You
need some space. Believe me, I understand. The closets are so full,
it takes two of you to press the doors closed — turn the knob
to open one, and you risk a broken nose from the sheer force of
stuff pushing out, like a dam bursting, unleashing a torrent of
stuff. I know it’s dangerous. The shelves, all of them, every
one in the entire house, are covered over with stuff. It is like
kudzu, threatening to swallow the entire house by the end of the
summer. Something has got to be done about it, all of this clutter.
There is no room left for anything, not in this house, no space
for a hairpin, no place to put a pocketful of change.
I know you are desperate enough to consider treacherous measures,
such as hauling truckloads of stuff away to various thrift shops,
pawn shops, charity auctions, even the dump. You might wait for
a weekend when the owner of all this stuff is going to be away and
have a giant yard sale, the biggest ever—you may need to borrow
the neighbor’s yard, or even the entire neighborhood. With
all of that stuff spread out all over the place, from the vantage
point of a helicopter it would look like a tornado had ripped through
the neighborhood, somehow leaving the houses intact, but jerking
every item inside them out into the yard, perfectly folded or polished
and tagged for sale.
OK, so you made five hundred bucks and created some badly needed
space. You had not seen the back of that hall closet for seven years.
So that is where that Wok we got from your mother for Christmas
that year got to. We’ve been through four Woks since then.
You made some money, got rid of a bunch of junk, and found a brand
new Wok, but can you tell me what you’ve lost?

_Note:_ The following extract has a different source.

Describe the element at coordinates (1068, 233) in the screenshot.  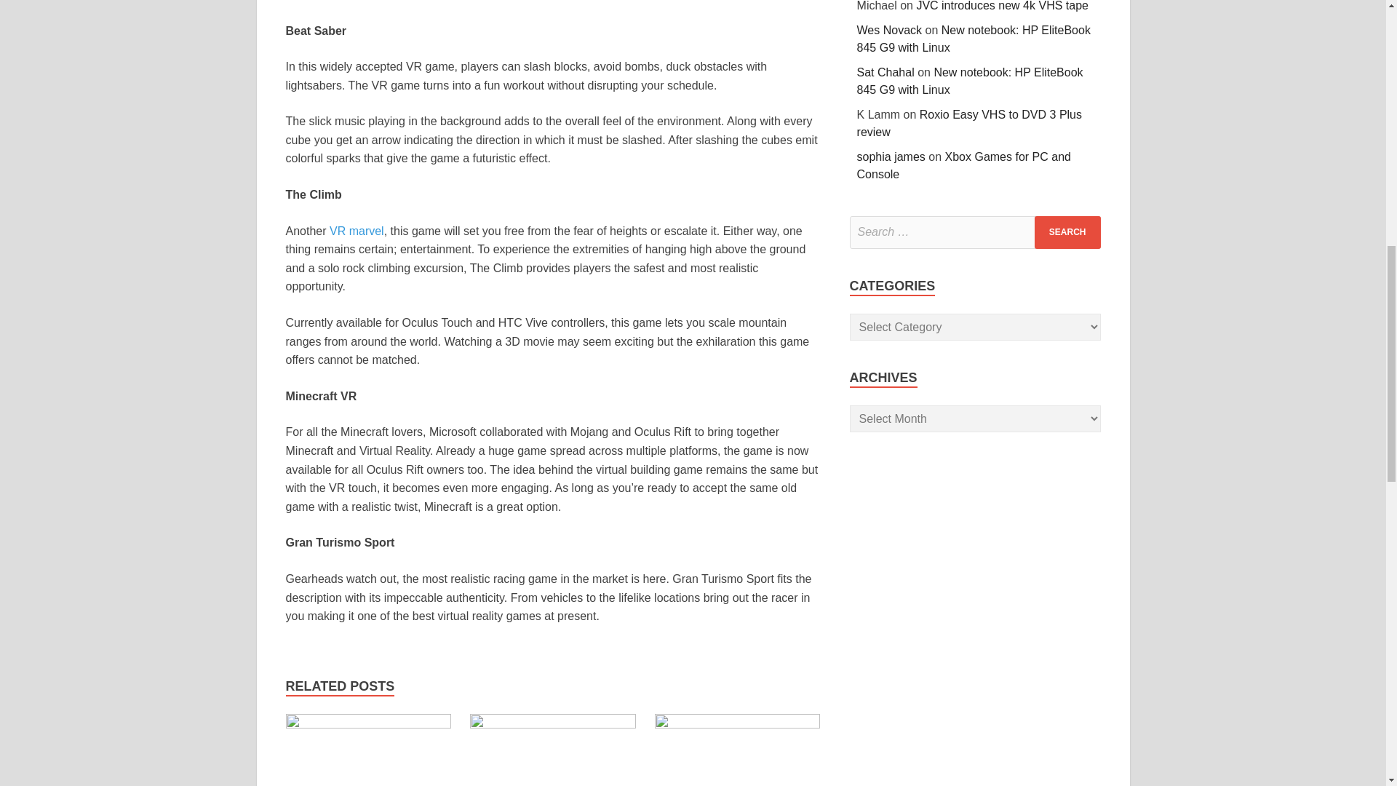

I can. It’s a little thing called trust. Don’t worry
about it. Why, it’s only your honor, your integrity, your
credibility. When a man or a woman comes home one day and finds
that essential pieces of his or her life have been sold off to strangers
for pennies on the dollar, it is a violation so profound that years
of therapy may not be enough to undo the damage. I know this is
a difficult concept to comprehend for non-Pack rats, just as getting
excited over the DVD release of “Gomer Pyle, USMC” is
unimaginable to anyone who did not grow up in the 1960s and ‘70s.
Why would anyone care about knickknacks and artifacts, tattered
shirts and non-functioning typewriters, boxes full of banners and
bumper stickers and wallets and old magazines and cigarette lighters
that haven’t sparked in 20 years? He doesn’t even SMOKE
anymore!
Here’s why. Pack rats do not save these things because they
have a practical use. They are not even saving them because they
have sentimental value, not exactly. It goes much deeper than that.
They save them because they provide a tangible link to the past,
something tactile. Have you seen the movie “Dead Zone,”
where Christopher Walken has a car wreck one night on the way home
from his girlfriend’s house and wakes up from a coma years
later to find that his mother sold off all his stuff ... no wait,
that’s not it. He wakes up to find that when he grabs hold
of a person, he has the ability to see the future in rich and vivid
detail.
For pack rats, it is just the opposite. Grab onto an old baseball
glove, and suddenly you are whisked into a past so real and vibrant
that you can taste the Red Man chewing tobacco in your jaw. Slip
into your Fleetwood Mac T shirt, and there you are again in the
backseat of a maroon Nova, drinking Boones Farm wine out of the
bottle and speculating on the various rumors about this girl or
that one. Was that Sandra in Jake’s Ford pick-up? You’re
KIDDING, right?
You may say that pack rats are holding onto the past? Well, who
doesn’t? What are you doing with 14 photo albums and 12 VHS
tapes of home movies? How would you feel if you left for the weekend,
and came back to find all of your photographs and videos sold off
to random people you’ve never met for a nickel apiece?
For the pack rat, these things are as meaningful, perhaps MORE
meaningful, than photographs. No glossy Polaroid is ever going to
compare to a memory evoked by going through notebooks saved from
high school, the little notes scribbled in the margins, a drawing
of a tree on one page, on another the first two lines of a limerick
still waiting to be finished 25 years later.
I am not really a total pack rat, although I guess I can admit
to tendencies. As a 12-year-old, I went on my one and only deep
sea fishing expedition with my uncle and caught a spectacular flying
fish with wings and a baby shark, about two feet long. These, I
brought home to show off, and they wound up somehow in my mother’s
downstairs freezer, where they remained, among packages of sausage
and sirloin, despite her protestations for the next several years
until I went off to college, when they were finally dispatched.
All I can remember now about my one and only deep sea fishing
expedition is getting very, very sick and throwing up over the side
of the boat into the Atlantic Ocean. Without my frozen shark to
hold onto, the memory has simply vanished, its features polished
away by time. Nausea, that is what I remember.
If you love a pack rat, remember that the next time you decide
to do a little “spring cleaning.”
(Chris Cox is a writer and teacher who lives in Waynesville.